New York Sues Amazon, Saying It Inadequately Protected Workers From Covid-19
New York’s attorney general, Letitia James, sued Amazon on Tuesday evening, arguing that the company provided inadequate safety protection for workers in New York City during the pandemic and retaliated against employees who raised concerns over the conditions.
The case focuses on two Amazon facilities: a large warehouse on Staten Island and a delivery depot in Queens. Ms. James argues that Amazon failed to properly clean its buildings, conducted inadequate contact tracing for known Covid-19 cases, and “took swift retaliatory action” to silence complaints from workers.
“Amazon’s extreme profits and exponential growth rate came at the expense of the lives, health and safety of its frontline workers,” Ms. James argued in the complaint, filed in New York Supreme Court.
Kelly Nantel, a spokeswoman for Amazon, said the company cared “deeply about the health and safety” of its workers.
“We don’t believe the attorney general’s filing presents an accurate picture of Amazon’s industry-leading response to the pandemic,” Ms. Nantel said.
Last week, Amazon preemptively sued Ms. James in federal court in an attempt to stop her from bringing the charges. The company argued that workplace safety was a matter of federal, not state, law.
Feb. 17, 2021, 7:14 a.m. ET
In its 64-page complaint last week, Amazon said its safety measures “far exceed what is required under the law.” It cited a surprise inspection by the New York City Sheriff’s Office that found Amazon “appeared to go above and beyond the current compliance requirements.” The company also detailed other safety measures it had taken, including temperature checks and offering free Covid-19 testing on site.

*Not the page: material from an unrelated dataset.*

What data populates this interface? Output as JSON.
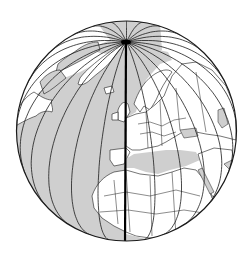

New York, in its suit, said Amazon received written notification of at least 250 employees at the Staten Island warehouse who had Covid-19. In more than 90 of those cases, the infected employee had been at work in the previous week, yet Amazon did not close portions of the building to provide proper ventilation as the state required, the filing said.

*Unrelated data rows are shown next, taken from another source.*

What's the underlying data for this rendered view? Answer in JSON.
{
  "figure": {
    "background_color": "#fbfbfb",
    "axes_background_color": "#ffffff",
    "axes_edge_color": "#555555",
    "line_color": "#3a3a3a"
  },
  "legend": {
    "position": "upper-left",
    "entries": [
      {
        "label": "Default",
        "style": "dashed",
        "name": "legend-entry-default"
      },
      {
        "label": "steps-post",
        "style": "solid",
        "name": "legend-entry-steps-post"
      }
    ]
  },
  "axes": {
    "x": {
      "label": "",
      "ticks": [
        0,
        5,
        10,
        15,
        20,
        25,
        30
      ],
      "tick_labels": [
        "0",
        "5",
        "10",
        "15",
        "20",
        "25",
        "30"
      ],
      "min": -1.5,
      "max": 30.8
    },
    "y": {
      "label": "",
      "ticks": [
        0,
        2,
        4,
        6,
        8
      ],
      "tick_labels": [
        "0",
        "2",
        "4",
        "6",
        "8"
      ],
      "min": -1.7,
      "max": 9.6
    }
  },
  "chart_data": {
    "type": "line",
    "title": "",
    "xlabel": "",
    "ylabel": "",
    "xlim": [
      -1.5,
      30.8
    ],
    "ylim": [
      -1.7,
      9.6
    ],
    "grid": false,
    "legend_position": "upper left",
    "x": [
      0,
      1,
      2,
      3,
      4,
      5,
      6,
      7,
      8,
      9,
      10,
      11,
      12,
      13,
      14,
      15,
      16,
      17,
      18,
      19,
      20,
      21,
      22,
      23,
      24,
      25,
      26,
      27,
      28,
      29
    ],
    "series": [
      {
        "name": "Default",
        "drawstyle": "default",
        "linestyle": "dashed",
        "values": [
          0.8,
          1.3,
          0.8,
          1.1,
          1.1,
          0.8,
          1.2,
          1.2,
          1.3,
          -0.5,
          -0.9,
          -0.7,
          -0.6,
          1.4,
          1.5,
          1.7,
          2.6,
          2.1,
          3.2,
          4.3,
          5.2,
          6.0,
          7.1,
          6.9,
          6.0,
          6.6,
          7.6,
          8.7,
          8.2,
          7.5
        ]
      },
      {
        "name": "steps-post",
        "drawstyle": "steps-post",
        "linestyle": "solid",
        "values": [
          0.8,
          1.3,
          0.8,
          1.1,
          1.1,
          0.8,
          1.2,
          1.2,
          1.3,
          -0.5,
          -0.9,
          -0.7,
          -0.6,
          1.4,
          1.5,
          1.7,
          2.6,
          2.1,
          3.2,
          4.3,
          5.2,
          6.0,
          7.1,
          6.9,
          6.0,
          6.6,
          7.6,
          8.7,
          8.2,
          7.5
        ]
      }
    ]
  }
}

Ms. James said that until at least late June, Amazon did not interview infected workers to determine their close contacts and instead relied on reviewing surveillance footage, which could take three days and did not cover the entire warehouse. The lack of interviews “created a very time-consuming process which did not identify close contacts in a timely fashion,” the complaint said.
She also argued that Amazon retaliated against Christian Smalls, a worker the company fired in the spring. Mr. Smalls had been raising safety concerns with managers and led a public protest in the parking lot of the Staten Island facility.
Amazon has said Mr. Smalls was fired for going to the work site for the protest even though he was on paid quarantine leave after he had been exposed to a colleague who had tested positive for the coronavirus.
Ms. James’s filing said two Amazon human resources employees discussed Mr. Smalls’s situation in writing. The employees said they thought it was unfair to fire him because he did not enter the building and because Amazon had not told him that the company’s quarantine policy prohibited him from being outside the facility.
Ms. James said that by firing Mr. Smalls and reprimanding another protest leader, Amazon sent a chilling message to others.
“Amazon employees reasonably fear that if they make legitimate health and safety complaints about Amazon’s Covid-19 response, Amazon will retaliate against them as well,” she argued.
The state said Amazon should change its policies, conduct training and undergo safety monitoring, and that it should pay lost wages and other damages to Mr. Smalls and offer him his job back.